> The idea of putting any logic in the database never did make much sense to me for these exact reasons.
I'm a big proponent of enforcing business rules right into the data model. Constraints such as not null, reference constraints, or even conditional unique constraints (yes, there's such a thing!) should be enabled wherever possible.
Just remember, your app will not be the final app that makes use of the data. Your app comes and goes, along with many other apps written by many others. But the data lives "forever."
In my opinion the notion of implementing business logic outside of the database and acknowledging the longevity of the data are not necessarily in conflict. You need to have a well defined model and you can choose whether the database is a full implementation of that model or just a representation of the state of that model.
I don't find databases well suited for expressing complex behavior - programming languages are far better at that.
Business rules applied to the data are good (constraints, etc.) because they force the developer to fix the old data when they introduce a new rule. Doing data migration from old systems is quite painful when required fields aren't there. It's hard work to introduce a foreign key constraint when there are a million rows that have to be updated...
However, much of what people call business rules are much more complex logic than that. I like the store things like the state transition mappings in the database, but ultimately the application is the more flexible place to execute the state transitions.
> Just remember, your app will not be the final app that makes use of the data. Your app comes and goes, along with many other apps written by many others. But the data lives "forever."
Here here - that quote is so close to what Tom Kyte always says I reckon you are either Tom himself or an Oracle DB programmer :-)
I'm a big proponent of enforcing business rules right into the data model. Constraints such as not null, reference constraints, or even conditional unique constraints (yes, there's such a thing!) should be enabled wherever possible.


_REQUIRED ACTION:_ The answer must consist only of the lines from the line with "Image is 404x227 pixels." to the line with "Image is 487x390 pixels.", both included, exactly as they stand below.

START EXCERPTED RECORDS

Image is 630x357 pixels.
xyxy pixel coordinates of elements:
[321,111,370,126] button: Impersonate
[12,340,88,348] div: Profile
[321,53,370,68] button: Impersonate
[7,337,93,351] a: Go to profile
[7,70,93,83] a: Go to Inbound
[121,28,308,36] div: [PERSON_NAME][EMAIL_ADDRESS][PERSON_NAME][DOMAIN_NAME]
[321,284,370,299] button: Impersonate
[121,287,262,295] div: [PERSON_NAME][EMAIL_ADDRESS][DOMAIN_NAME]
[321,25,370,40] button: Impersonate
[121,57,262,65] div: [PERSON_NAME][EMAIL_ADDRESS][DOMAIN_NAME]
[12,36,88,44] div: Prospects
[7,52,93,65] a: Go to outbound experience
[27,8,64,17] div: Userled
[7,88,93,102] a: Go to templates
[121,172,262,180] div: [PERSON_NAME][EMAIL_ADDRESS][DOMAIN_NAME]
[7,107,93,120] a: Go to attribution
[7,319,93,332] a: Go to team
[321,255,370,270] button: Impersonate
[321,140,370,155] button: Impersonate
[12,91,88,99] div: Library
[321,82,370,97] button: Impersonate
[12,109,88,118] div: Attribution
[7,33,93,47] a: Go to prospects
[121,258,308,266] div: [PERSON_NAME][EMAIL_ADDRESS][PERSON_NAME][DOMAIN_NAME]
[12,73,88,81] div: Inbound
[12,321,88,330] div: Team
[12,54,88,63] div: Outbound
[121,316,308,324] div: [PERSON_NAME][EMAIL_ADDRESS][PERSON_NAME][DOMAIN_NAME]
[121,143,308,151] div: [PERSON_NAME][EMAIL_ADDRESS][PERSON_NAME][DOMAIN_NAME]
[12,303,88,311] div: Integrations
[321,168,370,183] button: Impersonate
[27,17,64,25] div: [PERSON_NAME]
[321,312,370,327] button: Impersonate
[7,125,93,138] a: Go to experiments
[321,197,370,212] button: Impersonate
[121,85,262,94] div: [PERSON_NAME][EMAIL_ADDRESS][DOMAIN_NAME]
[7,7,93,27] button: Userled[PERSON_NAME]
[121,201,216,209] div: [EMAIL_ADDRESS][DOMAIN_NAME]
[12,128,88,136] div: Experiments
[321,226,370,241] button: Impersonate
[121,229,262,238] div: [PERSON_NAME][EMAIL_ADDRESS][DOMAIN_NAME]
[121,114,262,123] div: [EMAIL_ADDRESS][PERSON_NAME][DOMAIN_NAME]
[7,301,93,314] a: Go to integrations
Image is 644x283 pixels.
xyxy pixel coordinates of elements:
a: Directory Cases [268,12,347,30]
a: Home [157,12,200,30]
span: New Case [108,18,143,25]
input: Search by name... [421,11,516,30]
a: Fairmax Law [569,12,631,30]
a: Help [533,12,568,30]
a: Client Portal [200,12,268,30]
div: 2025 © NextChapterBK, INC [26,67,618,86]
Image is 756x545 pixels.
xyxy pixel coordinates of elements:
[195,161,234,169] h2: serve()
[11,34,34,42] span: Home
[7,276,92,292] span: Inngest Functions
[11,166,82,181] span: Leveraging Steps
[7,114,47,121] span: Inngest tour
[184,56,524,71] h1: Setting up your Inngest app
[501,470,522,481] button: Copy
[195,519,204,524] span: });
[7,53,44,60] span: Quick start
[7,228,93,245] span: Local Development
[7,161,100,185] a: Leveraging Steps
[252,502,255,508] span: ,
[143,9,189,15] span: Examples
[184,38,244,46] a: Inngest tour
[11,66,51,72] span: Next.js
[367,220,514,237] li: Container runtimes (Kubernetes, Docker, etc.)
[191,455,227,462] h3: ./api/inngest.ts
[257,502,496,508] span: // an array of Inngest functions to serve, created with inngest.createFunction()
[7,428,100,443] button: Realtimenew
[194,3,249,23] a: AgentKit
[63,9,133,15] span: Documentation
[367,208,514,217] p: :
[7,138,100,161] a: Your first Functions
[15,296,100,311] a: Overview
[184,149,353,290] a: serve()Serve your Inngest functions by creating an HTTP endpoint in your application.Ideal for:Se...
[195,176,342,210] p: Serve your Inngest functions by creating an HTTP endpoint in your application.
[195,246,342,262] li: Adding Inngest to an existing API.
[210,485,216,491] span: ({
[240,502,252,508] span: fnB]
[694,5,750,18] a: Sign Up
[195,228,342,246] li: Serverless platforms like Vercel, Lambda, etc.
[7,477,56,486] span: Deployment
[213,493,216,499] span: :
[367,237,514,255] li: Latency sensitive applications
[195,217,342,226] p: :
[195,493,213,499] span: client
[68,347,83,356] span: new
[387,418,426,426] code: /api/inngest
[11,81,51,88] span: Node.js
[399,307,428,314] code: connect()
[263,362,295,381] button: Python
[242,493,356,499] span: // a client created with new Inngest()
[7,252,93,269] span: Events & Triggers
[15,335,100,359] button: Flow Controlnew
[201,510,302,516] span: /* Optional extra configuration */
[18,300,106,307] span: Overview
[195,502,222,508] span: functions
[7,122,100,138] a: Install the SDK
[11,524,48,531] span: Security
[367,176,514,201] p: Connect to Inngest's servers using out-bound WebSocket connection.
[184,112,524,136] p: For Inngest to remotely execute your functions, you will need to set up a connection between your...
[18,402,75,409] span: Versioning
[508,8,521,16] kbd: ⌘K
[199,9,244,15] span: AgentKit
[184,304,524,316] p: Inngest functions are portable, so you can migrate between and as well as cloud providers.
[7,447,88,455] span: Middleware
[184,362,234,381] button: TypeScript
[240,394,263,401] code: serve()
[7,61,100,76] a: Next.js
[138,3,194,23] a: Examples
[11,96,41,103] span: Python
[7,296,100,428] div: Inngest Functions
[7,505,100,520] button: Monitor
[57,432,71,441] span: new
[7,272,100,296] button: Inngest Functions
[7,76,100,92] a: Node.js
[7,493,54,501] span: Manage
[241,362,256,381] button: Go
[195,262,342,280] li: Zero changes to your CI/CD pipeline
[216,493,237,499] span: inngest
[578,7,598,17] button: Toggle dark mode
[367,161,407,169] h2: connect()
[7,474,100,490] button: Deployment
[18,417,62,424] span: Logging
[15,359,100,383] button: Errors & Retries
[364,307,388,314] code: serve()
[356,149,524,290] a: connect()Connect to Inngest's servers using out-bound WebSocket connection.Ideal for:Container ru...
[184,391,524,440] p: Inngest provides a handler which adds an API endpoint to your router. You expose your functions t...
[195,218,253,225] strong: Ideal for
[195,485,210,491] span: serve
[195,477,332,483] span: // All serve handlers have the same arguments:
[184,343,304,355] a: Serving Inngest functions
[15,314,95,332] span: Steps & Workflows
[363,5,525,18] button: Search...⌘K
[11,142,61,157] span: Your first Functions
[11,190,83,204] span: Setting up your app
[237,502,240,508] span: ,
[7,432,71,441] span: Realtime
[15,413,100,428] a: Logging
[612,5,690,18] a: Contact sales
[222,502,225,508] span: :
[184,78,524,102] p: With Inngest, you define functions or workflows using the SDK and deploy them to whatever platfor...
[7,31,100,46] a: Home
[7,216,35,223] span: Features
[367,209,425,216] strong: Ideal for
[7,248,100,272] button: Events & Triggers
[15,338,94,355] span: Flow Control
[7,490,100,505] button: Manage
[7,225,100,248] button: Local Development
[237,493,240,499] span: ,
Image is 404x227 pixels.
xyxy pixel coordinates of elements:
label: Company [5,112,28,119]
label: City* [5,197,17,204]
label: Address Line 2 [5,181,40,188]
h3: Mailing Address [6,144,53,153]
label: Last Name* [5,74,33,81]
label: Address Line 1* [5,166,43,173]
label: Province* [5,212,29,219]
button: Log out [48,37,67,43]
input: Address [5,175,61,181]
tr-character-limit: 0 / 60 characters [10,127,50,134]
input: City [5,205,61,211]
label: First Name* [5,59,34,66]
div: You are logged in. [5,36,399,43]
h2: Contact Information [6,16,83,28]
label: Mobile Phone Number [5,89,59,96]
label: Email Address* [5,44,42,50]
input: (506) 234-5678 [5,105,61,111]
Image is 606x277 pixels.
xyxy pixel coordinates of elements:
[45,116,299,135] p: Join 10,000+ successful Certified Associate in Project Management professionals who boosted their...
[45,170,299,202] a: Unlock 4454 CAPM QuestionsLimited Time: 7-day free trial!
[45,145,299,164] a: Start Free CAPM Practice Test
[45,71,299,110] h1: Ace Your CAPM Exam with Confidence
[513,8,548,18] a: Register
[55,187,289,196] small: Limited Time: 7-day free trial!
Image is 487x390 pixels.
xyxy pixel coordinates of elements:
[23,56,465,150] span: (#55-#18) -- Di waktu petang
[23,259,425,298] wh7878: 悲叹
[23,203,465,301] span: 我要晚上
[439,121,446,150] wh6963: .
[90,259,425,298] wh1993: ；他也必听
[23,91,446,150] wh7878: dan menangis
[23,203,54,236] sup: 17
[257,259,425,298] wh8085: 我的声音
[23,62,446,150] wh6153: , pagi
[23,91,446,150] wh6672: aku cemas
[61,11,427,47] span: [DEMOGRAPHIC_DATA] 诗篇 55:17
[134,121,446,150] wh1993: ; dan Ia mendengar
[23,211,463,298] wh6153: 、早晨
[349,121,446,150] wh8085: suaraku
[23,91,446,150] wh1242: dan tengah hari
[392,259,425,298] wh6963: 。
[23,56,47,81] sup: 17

END EXCERPTED RECORDS

_RESULT OF THIS EXERCISE:_
Image is 404x227 pixels.
xyxy pixel coordinates of elements:
label: Company [5,112,28,119]
label: City* [5,197,17,204]
label: Address Line 2 [5,181,40,188]
h3: Mailing Address [6,144,53,153]
label: Last Name* [5,74,33,81]
label: Address Line 1* [5,166,43,173]
label: Province* [5,212,29,219]
button: Log out [48,37,67,43]
input: Address [5,175,61,181]
tr-character-limit: 0 / 60 characters [10,127,50,134]
input: City [5,205,61,211]
label: First Name* [5,59,34,66]
div: You are logged in. [5,36,399,43]
h2: Contact Information [6,16,83,28]
label: Mobile Phone Number [5,89,59,96]
label: Email Address* [5,44,42,50]
input: (506) 234-5678 [5,105,61,111]
Image is 606x277 pixels.
xyxy pixel coordinates of elements:
[45,116,299,135] p: Join 10,000+ successful Certified Associate in Project Management professionals who boosted their...
[45,170,299,202] a: Unlock 4454 CAPM QuestionsLimited Time: 7-day free trial!
[45,145,299,164] a: Start Free CAPM Practice Test
[45,71,299,110] h1: Ace Your CAPM Exam with Confidence
[513,8,548,18] a: Register
[55,187,289,196] small: Limited Time: 7-day free trial!
Image is 487x390 pixels.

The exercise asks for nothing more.